We present a novel radial-view-based culling method for continuous self-collision detection (CSCD) of skeletal models. Our method targets closed triangular meshes used to represent the surface of a model. It can be easily integrated with bounding volume hierarchies (BVHs) and used as the first stage for culling non-colliding triangle pairs. A mesh is decomposed into clusters with respect to a set of observer primitives (i.e., observer points and line segments) on the skeleton of the mesh so that each cluster is associated with an observer primitive. One BVH is then built for each cluster. At the runtime stage, a radial view test is performed from the observer primitive of each cluster to check its collision state. Every pair of clusters is also checked for collisions. We evaluated our method on various models and compared its performance with prior methods. Experimental results show that our method reduces the number of the bounding volume overlapping tests and the number of potentially colliding triangle pairs, thereby improving the overall process of CSCD.
Figure 1: (a) (b) The clusters are fixed in the radial view based culling (RVBC) method at runtime. (c) (d) Our method dynamically merges the atomic clusters to improve the overall performance of continuous self-collision detection over RVBC. The speedup of our method compared to RVBC is 5.2× in this octopus example.
AbstractThe radial view-based culling (RVBC) method has been presented for continuous self-collision detection to efficiently cull away noncolliding regions. While this technique mainly relies on the segmented clusters of the reference pose and the associated fixed observer points, it has several drawbacks during the animation and the reduced cost of executing collision detection is limited. We thus present a modified framework to improve the culling efficiency of RVBC. At the preprocessing stage, we segment the closed deformable mesh according to not only the attached skeleton but also the triangle orientations, in order to minimize the collision checks of triangles in a cluster. At the runtime stage, we dynamically merge adjacent clusters and update the positions of observer points if the merged shape is nearly convex. This strategy minimizes the number of triangles in different clusters that required collision check. Our framework can be easily integrated with bounding volume hierarchies to boost the culling efficiency. Experimental results show that our framework achieves up to 5.2 times speedup over the original RVBC method and even more times over the recent techniques.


[Task requirements]: Word for word, reproduce the records, keeping none of the pictures.
:: Exercise data ::
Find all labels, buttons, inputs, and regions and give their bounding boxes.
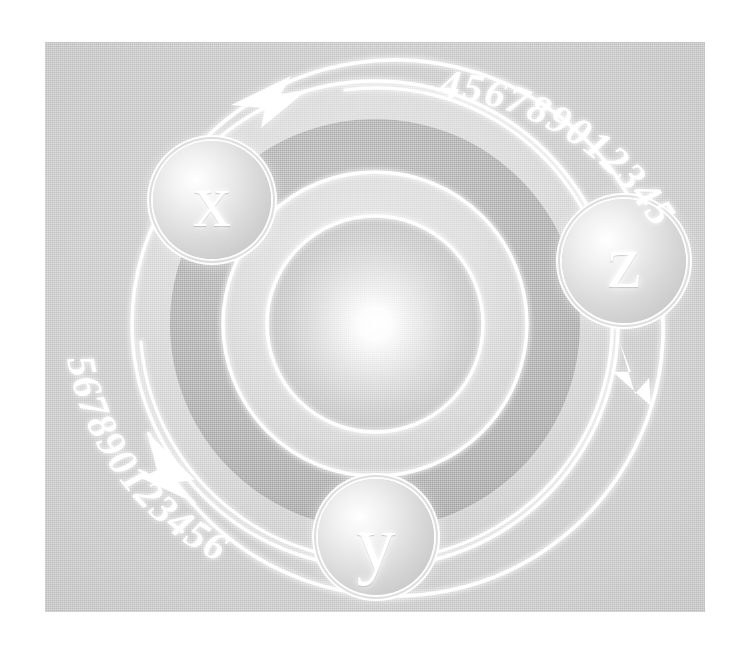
badge-y[interactable]: y [318,479,434,595]
artwork-canvas: x z y 456789012345 [0,0,748,657]
badge-x-label: x [193,162,231,238]
gray-panel: x z y [45,42,705,612]
badge-y-label: y [357,504,396,582]
badge-z-label: z [607,223,641,299]
badge-z[interactable]: z [562,199,686,323]
badge-x[interactable]: x [153,141,271,259]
:::
[Worked solution]:
Find all labels, buttons, inputs, and regions and give their bounding boxes.
badge-y[interactable]: y [318,479,434,595]
artwork-canvas: x z y 456789012345 [0,0,748,657]
badge-x-label: x [193,162,231,238]
gray-panel: x z y [45,42,705,612]
badge-y-label: y [357,504,396,582]
badge-z-label: z [607,223,641,299]
badge-z[interactable]: z [562,199,686,323]
badge-x[interactable]: x [153,141,271,259]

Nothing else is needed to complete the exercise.